About CVE-2022-47986
IBM Aspera Faspex is used by organizations to allow employees to quickly and securely exchange files with each other. (The files are uploaded to and downloaded from a centralized Aspera transfer server.)
CVE-2022-47986 is a YAML deserialization flaw that can be triggered by remote attackers sending a specially crafted obsolete API call. It affects IBM Aspera Faspex 4.4.2 Patch Level 1 and earlier, and allows arbitrary code execution.
The problem, according to Rapid7’s security researcher Caitlin Condon, is that Aspera Faspex is typically installed on the network perimeter and – obviously – that some organizations haven’t plugged this particular security hole when IBM first made patches available.

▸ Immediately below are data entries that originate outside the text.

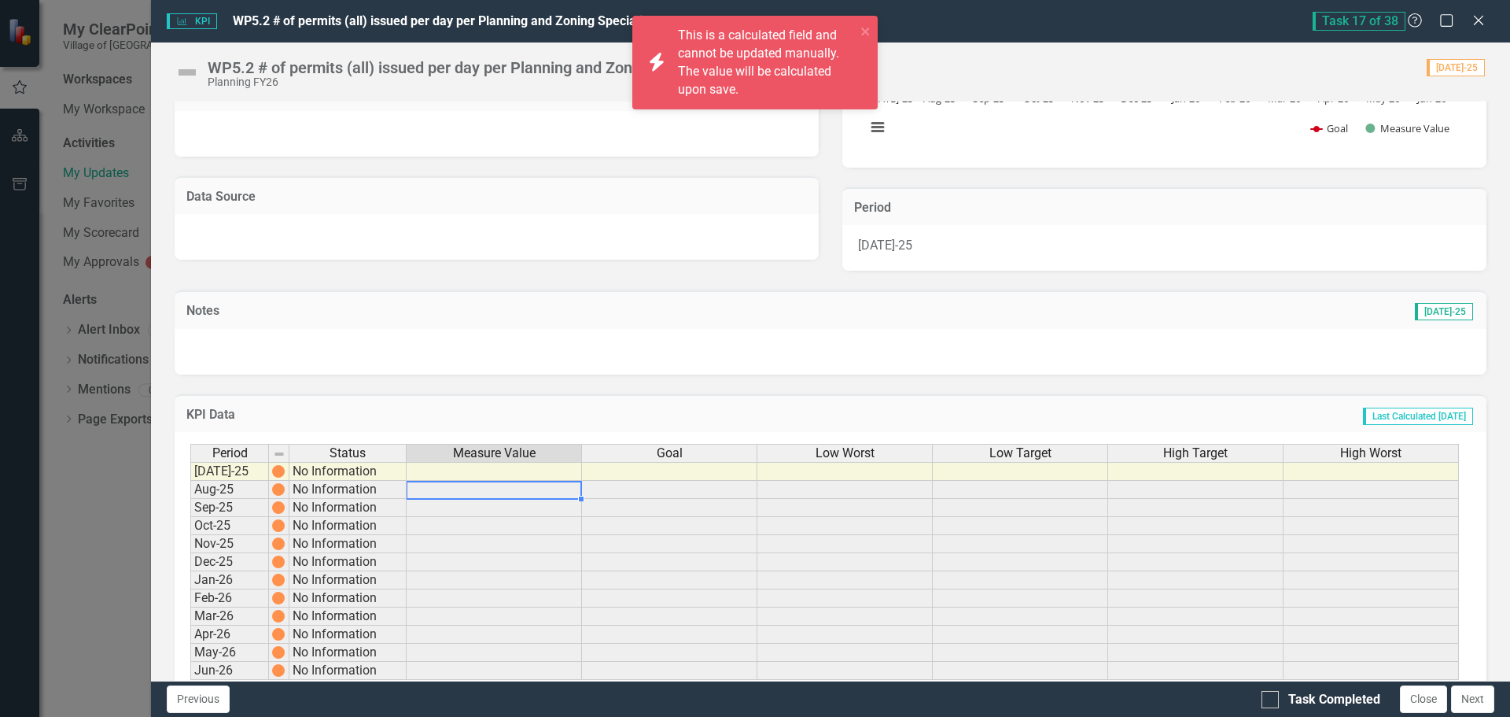  Describe the element at coordinates (230, 489) in the screenshot. I see `td: Aug-25` at that location.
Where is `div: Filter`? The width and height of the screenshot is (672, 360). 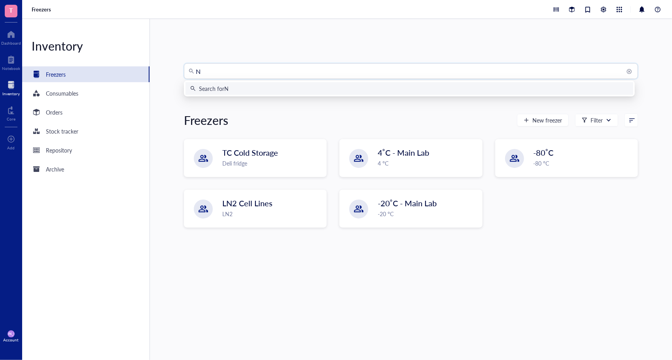
div: Filter is located at coordinates (597, 120).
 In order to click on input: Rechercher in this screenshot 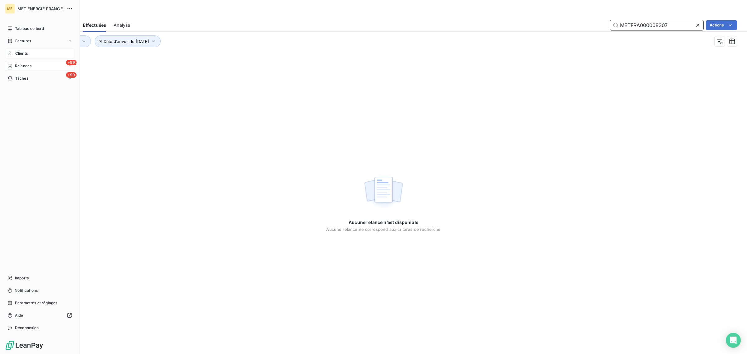, I will do `click(657, 25)`.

Now, granted, its initial CVSS score (8.1) and the fact that it was the most highly scored vulnerability patched at the time might have had something to do with their decision not to patch quickly.
Unfortunately for them, the score was subsequently raised to 9.8 (out of 10) to reflect its real severity. But, more importantly, Max Garrett – the researcher who unearthed it – released technical details and PoC exploit code.
Exploiting CVE-2022-47986
The attackers started exploiting it almost immediately, and they haven’t stopped since.
In early March, SentinelOne researchers spotted attackers wielding the IceFire ransomware hitting Linux boxes of organizations in Turkey, Iran, Pakistan, and the United Arab Emirates. Greynoise recorded several exploitation attempts in the last month.
Rapid7’s Condon also says that they are aware of at least one recent incident where a customer was compromised via CVE-2022-47986.
The company has shared indicators of compromise that might come in handy to those who have been compromised but have yet to have ransomware unleashed on their systems (if deploying ransomware and not data exfiltration and extortion was the plan).
Enterprise admins are advised to upgrade their IBM Aspera Faspex server immediately and to look for – and act on – evidence of compromise.